The UK has unveiled a more than £300 million ($368 million) government-industry investment to develop “cleaner, greener” forms of air transport, including electric and autonomous aircraft and sustainable alternative fuels.
The government will provide £125 million in the Future of Flight Challenge, supported by an industry co-investment of £175 million, to fund development of technologies including cargo drones, urban air taxis and larger electric passenger aircraft.
An additional £5 million has been awarded by the UK’s Engineering and Physical Sciences Research Council to five new transport research networks led by the Universities of Birmingham, Durham and Leeds, Cardiff University and University College London. The funds will support work to develop cleaner fuels and other technologies to reduce emissions.
The first competition under the challenge, to create “compelling concept studies,” will open Sept. 30. Innovate UK plans to brief potential bidders by video conference on Sept. 5.
A presentation by the UK’s Aerospace Technology Institute, from a January workshop on the challenge, said its goal is to “[demonstrate] aviation systems incorporating low environmental impact, electrified, increasingly autonomous air vehicles and airspace management by 2025.”
The document describes four main areas of work under the challenge: new models of airspace management and “anticipatory regulation,” novel air vehicle demonstrators, ground infrastructure demonstrators for cities and “sub-regional airports,” and new operating models for users and commercial operators of air services.
Potential milestones outlined in the January presentation include: unmanned traffic management drone trials in 2021, deployment of initial services on a trial basis in 2022, and autonomous drones operating beyond visual-line-of-sight in UK airspace by 2023. Operation of drones in cities is also planned by 2023.
While it is not clear whether the timescales still hold, the document outlines plans to fly demonstrators of two electric vertical-takeoff-and-landing concepts in 2021, and conduct autonomous flights in 2023. The presentation also calls for demonstrators of two sub-regional, conventional-takeoff electric/hybrid-electric passenger aircraft: a modified existing aircraft in 2021 and an optimized aircraft in 2023.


## Task details
Your task is to return all of the entries below exactly, leaving out each picture.

## Data items
▶

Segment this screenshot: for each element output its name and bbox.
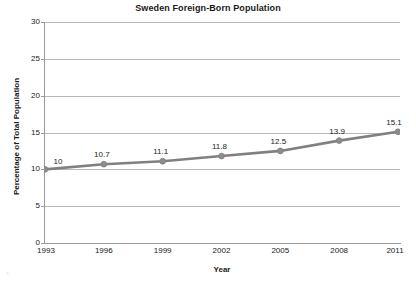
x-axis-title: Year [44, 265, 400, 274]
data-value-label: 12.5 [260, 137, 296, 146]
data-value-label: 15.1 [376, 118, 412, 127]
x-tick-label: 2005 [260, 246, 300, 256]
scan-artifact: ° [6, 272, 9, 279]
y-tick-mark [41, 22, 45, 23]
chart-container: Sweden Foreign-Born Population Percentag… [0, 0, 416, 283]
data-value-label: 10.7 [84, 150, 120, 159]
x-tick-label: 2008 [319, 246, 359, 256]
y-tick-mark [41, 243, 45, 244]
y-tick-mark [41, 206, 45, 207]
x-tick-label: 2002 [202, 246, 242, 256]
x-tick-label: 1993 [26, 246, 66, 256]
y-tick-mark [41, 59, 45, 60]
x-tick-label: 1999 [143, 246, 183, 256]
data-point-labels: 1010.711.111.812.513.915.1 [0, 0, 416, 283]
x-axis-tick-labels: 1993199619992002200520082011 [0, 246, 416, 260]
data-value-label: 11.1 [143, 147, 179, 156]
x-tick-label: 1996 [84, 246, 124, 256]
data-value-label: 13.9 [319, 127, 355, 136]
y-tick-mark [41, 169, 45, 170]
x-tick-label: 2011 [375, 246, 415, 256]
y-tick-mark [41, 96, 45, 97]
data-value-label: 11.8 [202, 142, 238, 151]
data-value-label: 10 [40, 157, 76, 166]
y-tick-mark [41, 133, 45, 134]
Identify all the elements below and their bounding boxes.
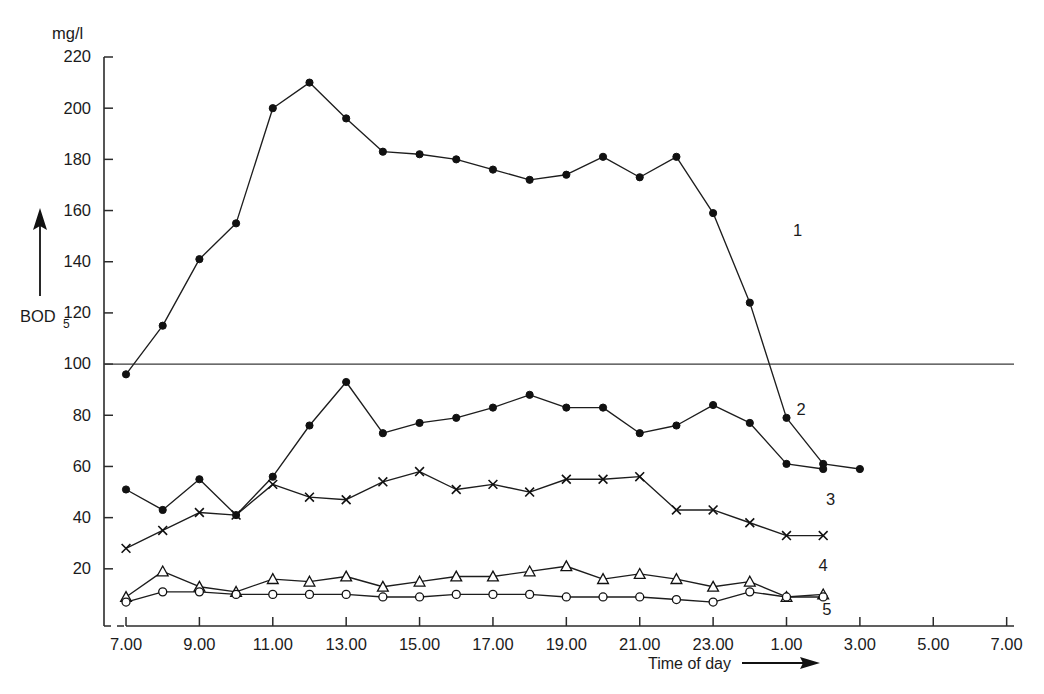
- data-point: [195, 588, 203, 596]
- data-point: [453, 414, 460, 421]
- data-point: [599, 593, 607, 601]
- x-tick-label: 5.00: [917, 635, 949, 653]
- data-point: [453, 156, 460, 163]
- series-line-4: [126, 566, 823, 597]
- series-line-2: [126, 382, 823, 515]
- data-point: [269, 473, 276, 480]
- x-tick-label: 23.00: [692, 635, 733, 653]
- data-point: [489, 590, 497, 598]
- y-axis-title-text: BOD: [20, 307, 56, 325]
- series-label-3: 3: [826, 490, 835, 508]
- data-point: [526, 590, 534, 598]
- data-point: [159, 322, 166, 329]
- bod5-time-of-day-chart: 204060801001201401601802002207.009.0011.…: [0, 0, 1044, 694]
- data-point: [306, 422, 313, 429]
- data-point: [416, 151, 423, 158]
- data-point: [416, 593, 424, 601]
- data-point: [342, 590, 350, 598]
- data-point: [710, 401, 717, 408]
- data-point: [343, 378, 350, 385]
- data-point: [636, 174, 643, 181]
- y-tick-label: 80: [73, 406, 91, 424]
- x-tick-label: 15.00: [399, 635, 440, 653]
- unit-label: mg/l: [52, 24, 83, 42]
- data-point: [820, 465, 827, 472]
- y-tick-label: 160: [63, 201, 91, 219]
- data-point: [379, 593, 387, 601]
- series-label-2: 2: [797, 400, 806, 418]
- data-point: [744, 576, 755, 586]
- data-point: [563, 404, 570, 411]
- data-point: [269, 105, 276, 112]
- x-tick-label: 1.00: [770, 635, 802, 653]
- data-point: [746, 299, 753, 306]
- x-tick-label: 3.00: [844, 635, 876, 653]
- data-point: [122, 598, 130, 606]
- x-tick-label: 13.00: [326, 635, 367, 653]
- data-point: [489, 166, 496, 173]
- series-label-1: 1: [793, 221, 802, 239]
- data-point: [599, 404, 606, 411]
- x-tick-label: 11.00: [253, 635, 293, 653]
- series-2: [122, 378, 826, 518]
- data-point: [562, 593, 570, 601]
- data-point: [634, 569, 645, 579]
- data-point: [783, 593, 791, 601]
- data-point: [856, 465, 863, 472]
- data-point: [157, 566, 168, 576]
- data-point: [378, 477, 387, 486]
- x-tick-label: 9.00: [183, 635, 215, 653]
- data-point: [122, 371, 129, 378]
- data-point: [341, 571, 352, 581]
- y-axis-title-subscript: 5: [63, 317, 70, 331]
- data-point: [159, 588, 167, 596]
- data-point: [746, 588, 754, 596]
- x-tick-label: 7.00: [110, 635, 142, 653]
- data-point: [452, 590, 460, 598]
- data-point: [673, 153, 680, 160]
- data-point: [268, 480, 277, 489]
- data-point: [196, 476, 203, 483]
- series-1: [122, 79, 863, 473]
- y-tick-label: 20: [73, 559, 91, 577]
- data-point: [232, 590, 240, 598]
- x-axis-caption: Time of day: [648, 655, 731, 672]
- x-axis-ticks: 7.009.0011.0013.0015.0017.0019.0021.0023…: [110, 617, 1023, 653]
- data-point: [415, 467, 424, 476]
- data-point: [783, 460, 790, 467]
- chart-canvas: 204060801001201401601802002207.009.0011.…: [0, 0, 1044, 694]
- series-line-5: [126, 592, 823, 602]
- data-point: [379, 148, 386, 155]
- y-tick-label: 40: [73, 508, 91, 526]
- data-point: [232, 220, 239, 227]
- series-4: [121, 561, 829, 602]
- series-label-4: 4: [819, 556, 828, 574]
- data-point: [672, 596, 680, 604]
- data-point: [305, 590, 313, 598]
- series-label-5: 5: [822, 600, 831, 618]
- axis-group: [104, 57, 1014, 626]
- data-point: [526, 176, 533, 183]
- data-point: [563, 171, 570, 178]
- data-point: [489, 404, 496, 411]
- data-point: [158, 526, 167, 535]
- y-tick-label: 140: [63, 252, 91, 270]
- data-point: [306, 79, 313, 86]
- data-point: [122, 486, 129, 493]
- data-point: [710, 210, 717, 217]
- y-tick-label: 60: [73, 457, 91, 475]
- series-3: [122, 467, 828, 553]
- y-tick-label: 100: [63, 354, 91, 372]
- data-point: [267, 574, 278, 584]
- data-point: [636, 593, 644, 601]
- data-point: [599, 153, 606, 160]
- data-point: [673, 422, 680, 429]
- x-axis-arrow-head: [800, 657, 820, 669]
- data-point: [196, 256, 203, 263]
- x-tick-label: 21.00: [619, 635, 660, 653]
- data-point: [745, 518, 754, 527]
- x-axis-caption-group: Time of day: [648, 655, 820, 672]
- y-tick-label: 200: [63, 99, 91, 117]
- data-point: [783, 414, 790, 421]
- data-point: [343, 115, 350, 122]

◀

## Task output
Segment this screenshot: for each element output its name and bbox.
x-axis-title: Year [44, 265, 400, 274]
data-value-label: 12.5 [260, 137, 296, 146]
data-value-label: 15.1 [376, 118, 412, 127]
x-tick-label: 2005 [260, 246, 300, 256]
scan-artifact: ° [6, 272, 9, 279]
y-tick-mark [41, 22, 45, 23]
chart-container: Sweden Foreign-Born Population Percentag… [0, 0, 416, 283]
data-value-label: 10.7 [84, 150, 120, 159]
x-tick-label: 2008 [319, 246, 359, 256]
y-tick-mark [41, 243, 45, 244]
y-tick-mark [41, 206, 45, 207]
x-tick-label: 2002 [202, 246, 242, 256]
x-tick-label: 1993 [26, 246, 66, 256]
y-tick-mark [41, 59, 45, 60]
x-tick-label: 1999 [143, 246, 183, 256]
data-point-labels: 1010.711.111.812.513.915.1 [0, 0, 416, 283]
x-axis-tick-labels: 1993199619992002200520082011 [0, 246, 416, 260]
data-value-label: 11.1 [143, 147, 179, 156]
x-tick-label: 1996 [84, 246, 124, 256]
data-value-label: 13.9 [319, 127, 355, 136]
y-tick-mark [41, 169, 45, 170]
x-tick-label: 2011 [375, 246, 415, 256]
y-tick-mark [41, 96, 45, 97]
data-value-label: 11.8 [202, 142, 238, 151]
data-value-label: 10 [40, 157, 76, 166]
y-tick-mark [41, 133, 45, 134]
Identify all the elements below and their bounding boxes.
- data-point: [195, 588, 203, 596]
- data-point: [453, 414, 460, 421]
- data-point: [599, 593, 607, 601]
- x-tick-label: 5.00: [917, 635, 949, 653]
- data-point: [453, 156, 460, 163]
- series-line-4: [126, 566, 823, 597]
- series-line-2: [126, 382, 823, 515]
- data-point: [269, 473, 276, 480]
- x-tick-label: 23.00: [692, 635, 733, 653]
- data-point: [489, 590, 497, 598]
- y-axis-title-text: BOD: [20, 307, 56, 325]
- series-label-3: 3: [826, 490, 835, 508]
- data-point: [526, 590, 534, 598]
- data-point: [159, 322, 166, 329]
- bod5-time-of-day-chart: 204060801001201401601802002207.009.0011.…: [0, 0, 1044, 694]
- data-point: [306, 422, 313, 429]
- data-point: [416, 151, 423, 158]
- data-point: [416, 593, 424, 601]
- data-point: [342, 590, 350, 598]
- data-point: [710, 401, 717, 408]
- data-point: [343, 378, 350, 385]
- data-point: [636, 174, 643, 181]
- y-tick-label: 80: [73, 406, 91, 424]
- x-tick-label: 15.00: [399, 635, 440, 653]
- unit-label: mg/l: [52, 24, 83, 42]
- data-point: [820, 465, 827, 472]
- y-tick-label: 160: [63, 201, 91, 219]
- data-point: [379, 593, 387, 601]
- series-label-2: 2: [797, 400, 806, 418]
- data-point: [744, 576, 755, 586]
- data-point: [563, 404, 570, 411]
- data-point: [269, 105, 276, 112]
- x-tick-label: 1.00: [770, 635, 802, 653]
- data-point: [746, 299, 753, 306]
- x-tick-label: 3.00: [844, 635, 876, 653]
- data-point: [122, 598, 130, 606]
- x-tick-label: 13.00: [326, 635, 367, 653]
- data-point: [489, 166, 496, 173]
- series-label-1: 1: [793, 221, 802, 239]
- data-point: [599, 404, 606, 411]
- x-tick-label: 11.00: [253, 635, 293, 653]
- series-2: [122, 378, 826, 518]
- data-point: [562, 593, 570, 601]
- data-point: [634, 569, 645, 579]
- data-point: [783, 593, 791, 601]
- data-point: [856, 465, 863, 472]
- data-point: [157, 566, 168, 576]
- data-point: [378, 477, 387, 486]
- x-tick-label: 9.00: [183, 635, 215, 653]
- data-point: [122, 371, 129, 378]
- data-point: [341, 571, 352, 581]
- y-axis-title-subscript: 5: [63, 317, 70, 331]
- data-point: [159, 588, 167, 596]
- data-point: [746, 588, 754, 596]
- x-tick-label: 7.00: [110, 635, 142, 653]
- data-point: [452, 590, 460, 598]
- data-point: [673, 153, 680, 160]
- data-point: [268, 480, 277, 489]
- data-point: [196, 476, 203, 483]
- series-1: [122, 79, 863, 473]
- y-tick-label: 20: [73, 559, 91, 577]
- data-point: [232, 590, 240, 598]
- x-axis-caption: Time of day: [648, 655, 731, 672]
- x-axis-ticks: 7.009.0011.0013.0015.0017.0019.0021.0023…: [110, 617, 1023, 653]
- data-point: [415, 467, 424, 476]
- data-point: [783, 460, 790, 467]
- chart-canvas: 204060801001201401601802002207.009.0011.…: [0, 0, 1044, 694]
- series-line-5: [126, 592, 823, 602]
- data-point: [379, 148, 386, 155]
- y-tick-label: 40: [73, 508, 91, 526]
- data-point: [232, 220, 239, 227]
- series-4: [121, 561, 829, 602]
- series-label-4: 4: [819, 556, 828, 574]
- data-point: [672, 596, 680, 604]
- data-point: [305, 590, 313, 598]
- series-label-5: 5: [822, 600, 831, 618]
- axis-group: [104, 57, 1014, 626]
- data-point: [526, 176, 533, 183]
- data-point: [563, 171, 570, 178]
- data-point: [489, 404, 496, 411]
- data-point: [158, 526, 167, 535]
- y-tick-label: 140: [63, 252, 91, 270]
- data-point: [306, 79, 313, 86]
- data-point: [122, 486, 129, 493]
- data-point: [710, 210, 717, 217]
- y-tick-label: 60: [73, 457, 91, 475]
- series-3: [122, 467, 828, 553]
- y-tick-label: 100: [63, 354, 91, 372]
- data-point: [267, 574, 278, 584]
- data-point: [636, 593, 644, 601]
- data-point: [599, 153, 606, 160]
- data-point: [673, 422, 680, 429]
- x-axis-arrow-head: [800, 657, 820, 669]
- data-point: [196, 256, 203, 263]
- x-tick-label: 21.00: [619, 635, 660, 653]
- data-point: [745, 518, 754, 527]
- x-axis-caption-group: Time of day: [648, 655, 820, 672]
- y-tick-label: 200: [63, 99, 91, 117]
- data-point: [783, 414, 790, 421]
- data-point: [343, 115, 350, 122]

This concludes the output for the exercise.